He was an exact contemporary of fellow Philadelphian Thomas Eakins, and both entered the École nationale supérieure des Beaux-Arts in Paris in 1866, and studied under sculptor Augustin-Alexandre Dumont.
Eakins did not consider Roberts a friend, calling him "a rich disagreeable young man from Philadelphia, one who has without any apparent reason seen fit to be my enemy.
Roberts's first major work was a two-thirds-life-size marble statue of Hester Prynne (1869–72), the heroine of Nathaniel Hawthorne's novel The Scarlet Letter, which was exhibited at the Pennsylvania Academy of the Fine Arts in 1872.
In addition, he began a new work, completing in marble La Premiere Pose (1873–76),[7] and brought it back to Philadelphia to be exhibited at the 1876 Centennial Exposition.

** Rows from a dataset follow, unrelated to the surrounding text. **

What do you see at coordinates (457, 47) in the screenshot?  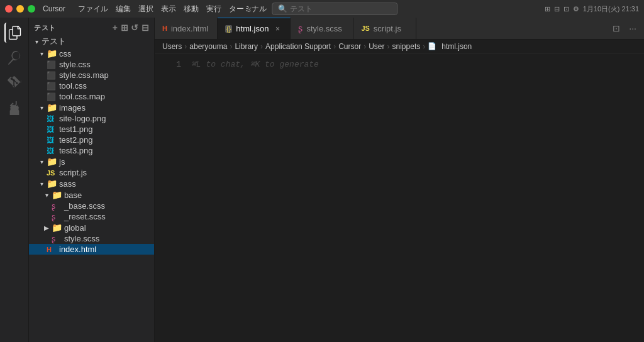 I see `breadcrumb-html-json: html.json` at bounding box center [457, 47].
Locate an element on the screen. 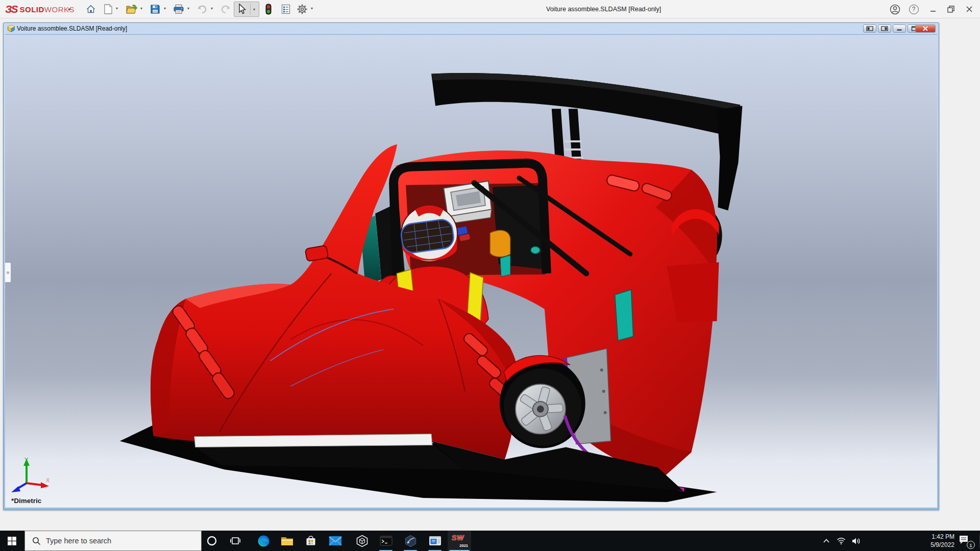  solidworks-logo-glyph: ЗS is located at coordinates (11, 9).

As the critic William J. Clark described it: In the United States Department there was no piece of sculpture which was marked by such high technical qualities as the Premiere Pose of Howard Roberts.
[11] Howard Roberts (1845-1900) exhibited a figure called La Première Pose at the Centennial Exposition in 1876, which aroused great interest, as it was the first notable example of the modern French style in American sculpture.
A few ideal busts and statues or statuettes, Hester Prynne, Hypathia, Lot's Wife, Eleanor, make up the sum of Roberts' works, but he has the honor of having introduced the French style.